Knotel Closes $60M Funding Led by Norwest Venture Partners

The “agile workspace” provider sought the financing to expand its global footprint, which now stands at more than 1.7 million square feet.

By Scott Baltic, Contributing Editor

Jeff Crowe, Norwest Managing Partner

Jeff Crowe, Norwest Managing Partner

Knotel, a leading flexible office space service, has closed a $60 million round of funding led by Norwest Venture Partners.

As part of the investment, Norwest Managing Partner Jeff Crowe will take a seat on Knotel’s board. Norwest has already backed hot companies such as Opendoor, Uber and Spotify.

Agile workspaces represent the next generation of corporate offices, and Knotel is the clear leader of this movement,” Crowe said in a prepared statement.

The new round of financing brings Knotel’s total backing to $160 million. Existing investors include Newmark Knight Frank.

The fresh cash comes as Knotel continues to expand. Currently it offers “full-floor, fully-serviced, branded office space” at nearly 100 locations in New York, San Francisco, London and Berlin.

In the past six months, the company has more than doubled its footprint to a total of approximately 1.7 million square feet. Knotel reports that it’s on track to exceed $100 million in revenue run rate by year’s end, with mature locations operating at 90 percent occupancy.

More space, growing niche

By calling itself a “provider of agile workspaces for companies” and explaining that it “designs and manages agile office space for established and growing companies,” Knotel takes pains to set itself apart from coworking companies. But is the distinction valid?

An August report from Cushman & Wakefield called Coworking and Flexible Office Space: Additive or Disruptive to the Market? suggests that it is. The report compares coworking with what it calls “speculative office,” both of these in contrast to traditional office space.

As might be expected, speculative office/flexible office is intermediate between coworking and traditional space, offering its own combination of turnkey space with high potential for branding, typical lease terms of four to six years, and recurring costs that are lower than coworking space, yet higher than traditional space.

Whatever its blend of pros and cons, right now Knotel’s platform seems to be thriving.

In May, Knotel took a seven-year lease for 23,000 square feet in Manhattan’s NoMad neighborhood. Later in September, the company signed four leases—two new ones and two expansions—totaling nearly 32,000 square feet, also in Manhattan. And in October, Knotel inked a 28,820-square-foot, two-full-floor lease in Lower Manhattan.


What you should do
Your answer should consist of each line from the data below that contains "curve".

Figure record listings
-=-=-
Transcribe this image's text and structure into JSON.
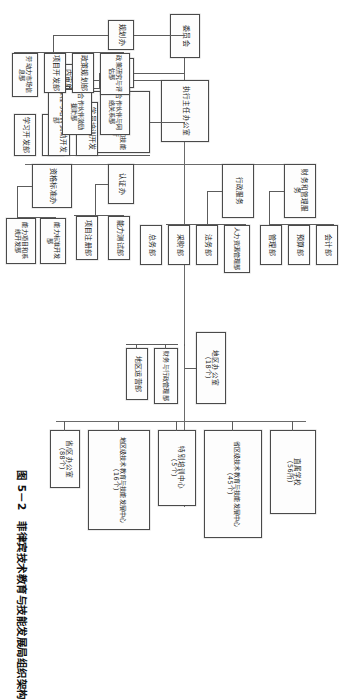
{
  "figure": {
    "caption_number": "图 5－2",
    "caption_title": "菲律宾技术教育与技能发展局组织架构",
    "caption_full": "图 5－2　菲律宾技术教育与技能发展局组织架构"
  },
  "colors": {
    "box_border": "#4a4a4a",
    "line": "#5c5c5c",
    "box_fill": "#fdfdfd",
    "text": "#1a1a1a",
    "background": "#ffffff"
  },
  "org": {
    "board": {
      "label": "委员会"
    },
    "internal_audit": {
      "label": "内审单位"
    },
    "executive_office": {
      "label": "执行主任办公室"
    },
    "branches": [
      {
        "key": "finance_admin_services",
        "label": "财务和管理服务",
        "children": [
          {
            "label": "会计部"
          },
          {
            "label": "预算部"
          },
          {
            "label": "管理部"
          }
        ]
      },
      {
        "key": "administrative_services",
        "label": "行政服务",
        "children": [
          {
            "label": "人力资源管理部"
          },
          {
            "label": "法务部"
          },
          {
            "label": "采购部"
          },
          {
            "label": "总务部"
          }
        ]
      },
      {
        "key": "certification_office",
        "label": "认证办",
        "children": [
          {
            "label": "能力测试部"
          },
          {
            "label": "项目注册部"
          }
        ]
      },
      {
        "key": "qualification_standards_office",
        "label": "资格标准办",
        "children": [
          {
            "label": "能力标准开发部"
          },
          {
            "label": "能力项目和系统开发部"
          }
        ]
      },
      {
        "key": "national_institute",
        "label": "全国技术教育和技能发展研究所",
        "children": [
          {
            "label": "技术研发部"
          },
          {
            "label": "学习开发部"
          },
          {
            "label": "学员培训开发部"
          },
          {
            "label": "课程与培训资助开发部"
          }
        ]
      },
      {
        "key": "external_liaison_office",
        "label": "外联办",
        "children": [
          {
            "label": "合作伙伴与网络关系部"
          },
          {
            "label": "合作伙伴激励援助部"
          }
        ]
      },
      {
        "key": "planning_office",
        "label": "规划办",
        "children": [
          {
            "label": "政策研究与评估部"
          },
          {
            "label": "政策规划部"
          },
          {
            "label": "项目开发部"
          },
          {
            "label": "劳动力市场信息部"
          }
        ]
      }
    ],
    "regional": {
      "office": {
        "label": "地区办公室",
        "count": "（18个）"
      },
      "units": [
        {
          "label": "财务与行政管理部"
        },
        {
          "label": "地区运营部"
        }
      ],
      "facilities": [
        {
          "label": "省/区办公室",
          "count": "（88个）"
        },
        {
          "label": "地区级技术教育与技能发展中心",
          "count": "（16个）"
        },
        {
          "label": "特别培训中心",
          "count": "（5个）"
        },
        {
          "label": "省区级技术教育与技能发展中心",
          "count": "（45个）"
        },
        {
          "label": "直属学校",
          "count": "（56所）"
        }
      ]
    }
  }
}
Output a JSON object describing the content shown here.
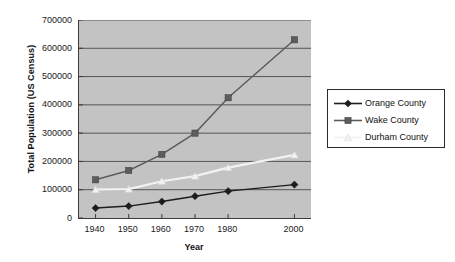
{
  "chart_data": {
    "type": "line",
    "title": "",
    "xlabel": "Year",
    "ylabel": "Total Population (US Census)",
    "categories": [
      "1940",
      "1950",
      "1960",
      "1970",
      "1980",
      "2000"
    ],
    "x": [
      1940,
      1950,
      1960,
      1970,
      1980,
      2000
    ],
    "xlim": [
      1935,
      2005
    ],
    "ylim": [
      0,
      700000
    ],
    "y_ticks": [
      "0",
      "100000",
      "200000",
      "300000",
      "400000",
      "500000",
      "600000",
      "700000"
    ],
    "y_tick_values": [
      0,
      100000,
      200000,
      300000,
      400000,
      500000,
      600000,
      700000
    ],
    "grid": true,
    "grid_axis": "y",
    "legend_position": "right",
    "plot_background": "#c3c3c3",
    "series": [
      {
        "name": "Orange County",
        "marker": "diamond",
        "color": "#1d1d1d",
        "values": [
          35000,
          42000,
          58000,
          77000,
          95000,
          118000
        ]
      },
      {
        "name": "Wake County",
        "marker": "square",
        "color": "#5c5c5c",
        "values": [
          135000,
          168000,
          225000,
          300000,
          425000,
          630000
        ]
      },
      {
        "name": "Durham County",
        "marker": "triangle",
        "color": "#f2f2f2",
        "values": [
          100000,
          102000,
          130000,
          148000,
          178000,
          223000
        ]
      }
    ]
  },
  "legend": {
    "entries": [
      {
        "label": "Orange County"
      },
      {
        "label": "Wake County"
      },
      {
        "label": "Durham County"
      }
    ]
  },
  "axes": {
    "y_title": "Total Population (US Census)",
    "x_title": "Year"
  }
}
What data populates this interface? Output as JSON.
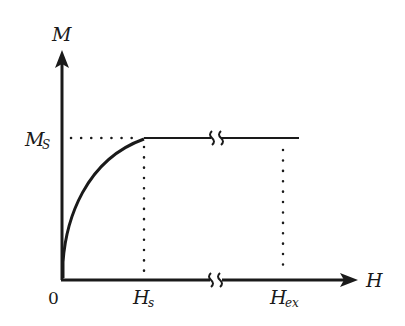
{
  "diagram": {
    "type": "magnetization-curve",
    "axes": {
      "y_label": "M",
      "x_label": "H",
      "origin_label": "0"
    },
    "y_ticks": [
      {
        "main": "M",
        "sub": "S"
      }
    ],
    "x_ticks": [
      {
        "main": "H",
        "sub": "s"
      },
      {
        "main": "H",
        "sub": "ex"
      }
    ],
    "breaks": [
      "axis-break",
      "curve-break"
    ],
    "colors": {
      "line": "#1a1a1a",
      "background": "#ffffff"
    }
  }
}
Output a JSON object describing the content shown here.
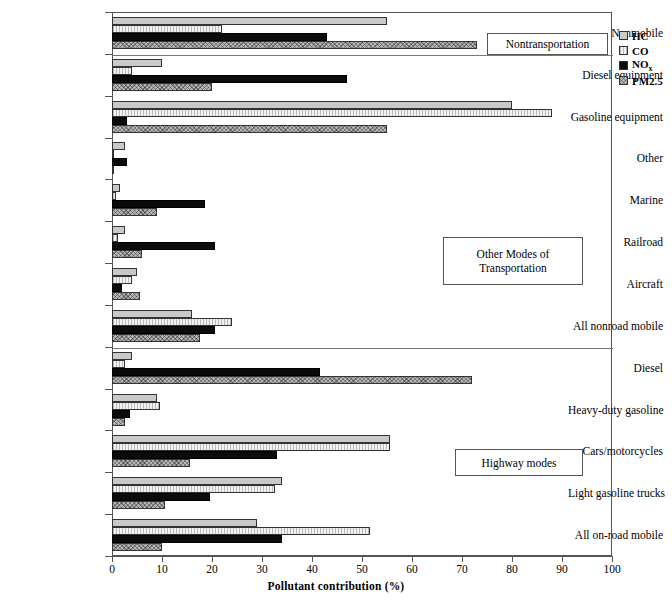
-=-=-
Response for this exercise
    "type": "magnetization-curve",
      "curve-break"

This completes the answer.